Along the road to raising $4.1 million there were a few “bumps.” Interest in the campaign waned at times, and committee members may have become discouraged.

“I think we were all a little naiive,” said Keller, who worked as office manager at the campaign headquarters. “But naivety makes you think you can do anything, and we did. To raise that kind of money in a town of 13,000 people….When another capital campaign was going on at the same time? But we did it. The community did it. It was a very unifying experience.”

Ott said key individuals in the community – especially the inspiration of Ann Van Meter Waldorf Stapleton – kept them going.

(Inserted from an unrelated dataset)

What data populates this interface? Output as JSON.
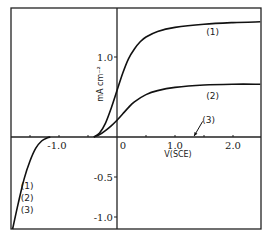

Stapleton, one of the first supporters of a cancer center in Marshall, passed away in February 2007, two years before the center opened.

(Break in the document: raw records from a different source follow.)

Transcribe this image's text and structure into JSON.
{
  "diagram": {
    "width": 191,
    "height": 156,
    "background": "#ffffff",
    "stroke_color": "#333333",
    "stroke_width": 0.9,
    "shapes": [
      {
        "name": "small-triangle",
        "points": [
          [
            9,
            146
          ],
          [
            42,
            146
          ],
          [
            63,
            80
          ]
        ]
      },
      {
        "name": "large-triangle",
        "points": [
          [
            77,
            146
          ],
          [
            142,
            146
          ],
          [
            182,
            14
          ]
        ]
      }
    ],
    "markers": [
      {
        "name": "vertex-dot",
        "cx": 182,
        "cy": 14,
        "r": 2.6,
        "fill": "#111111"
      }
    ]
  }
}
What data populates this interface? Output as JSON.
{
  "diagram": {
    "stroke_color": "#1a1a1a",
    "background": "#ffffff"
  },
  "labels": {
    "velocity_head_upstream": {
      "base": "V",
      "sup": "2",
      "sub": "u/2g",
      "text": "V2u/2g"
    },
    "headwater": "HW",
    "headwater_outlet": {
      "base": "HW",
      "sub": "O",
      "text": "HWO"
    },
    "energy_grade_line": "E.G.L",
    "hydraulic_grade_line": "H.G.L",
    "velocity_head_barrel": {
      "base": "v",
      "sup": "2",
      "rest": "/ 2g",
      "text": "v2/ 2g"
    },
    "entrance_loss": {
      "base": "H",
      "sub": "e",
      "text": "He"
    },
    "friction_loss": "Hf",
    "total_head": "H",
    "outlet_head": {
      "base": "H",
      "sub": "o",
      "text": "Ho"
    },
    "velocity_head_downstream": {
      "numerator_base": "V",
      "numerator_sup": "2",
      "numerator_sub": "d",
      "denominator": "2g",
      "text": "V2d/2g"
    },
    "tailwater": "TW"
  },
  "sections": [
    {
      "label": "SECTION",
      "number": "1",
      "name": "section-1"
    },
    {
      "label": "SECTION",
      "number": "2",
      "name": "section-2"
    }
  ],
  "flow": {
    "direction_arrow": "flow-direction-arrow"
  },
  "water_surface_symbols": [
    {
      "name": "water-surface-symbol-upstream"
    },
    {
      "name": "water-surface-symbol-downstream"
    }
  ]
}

“I visited Ann in the ICU,” Ott recalled. “She took my hand and said, ‘Ron, you have to promise me we’re going to get this built.’ I said, ‘I promise.’ We hugged, and she died shortly thereafter. And we were able to open the cancer center months later, just as she asked.”

Without the availability of cancer treatment in Marshall, patients were faced with a 40- to 100-mile round-trip drive to the closest cancer treatment center. The travel distance and time on the road were a terrible burden for many patients and their families, said Carter.

Medical oncologist with Missouri Cancer Associates Mark Tungesvik, M.D., who has medically directed oncology care at the Fitzgibbon Community Cancer Center since 2009, agreed.

“There were a lot of folks around Marshall and the surrounding area that would not seek oncology care if they had to travel,” he said. “They’d just accept the disease.”

Dr. Tungesvik remembers the capital campaign and how some in the community questioned whether cancer care close to home would come to fruition.

“When Ron Ott was facilitating this center he was thinking of Missouri Cancer Associates, in part because of our reputation for providing quality care, and so people would feel comfortable seeing doctors they knew and trusted,” he said. “But at the same time, some people were watching this when it started and questioning if it was even viable. They were battling pre-conceived notions of providing care in a smaller community. But it has steadily grown.  I think a lot of people are being treated here now because they have care that they can trust.”

Both he and radiation oncologist Steven Westgate, M.D., said the smaller center in Marshall is capable of providing more personalized care, and the continued presence of Missouri Cancer Associates physicians made sense for the community here.

“It’s certainly easier for us to travel than all the patients to travel,” said Dr. Westgate. “This is a beautiful center and very well-staffed. From my viewpoint, we treat patients, not cancer; and it shows in the special care they get as patients here. Some think ‘smaller’ can’t be as good. But it’s the very same care they’d get elsewhere – even across the state in St. Louis or Kansas City.”

                In looking back over a decade ago, Ott said seeing the community unite in support of the cancer center is one of his most rewarding memories.

                “In my 40 years in healthcare, the Cancer Center was the most rewarding endeavor that I personally was ever involved with that’s affected our whole community and the surrounding area,” Ott said. “It was the single-most important project that the community ever got behind, so that the people of the community could get quality care right here at a time they need it most. It was rewarding to see the team on the capital campaign. It took every single person and the belief that we could make it happen.”

The Cancer Center will mark its tenth year of operation with an event at 5:30 p.m., Tuesday, Oct. 15.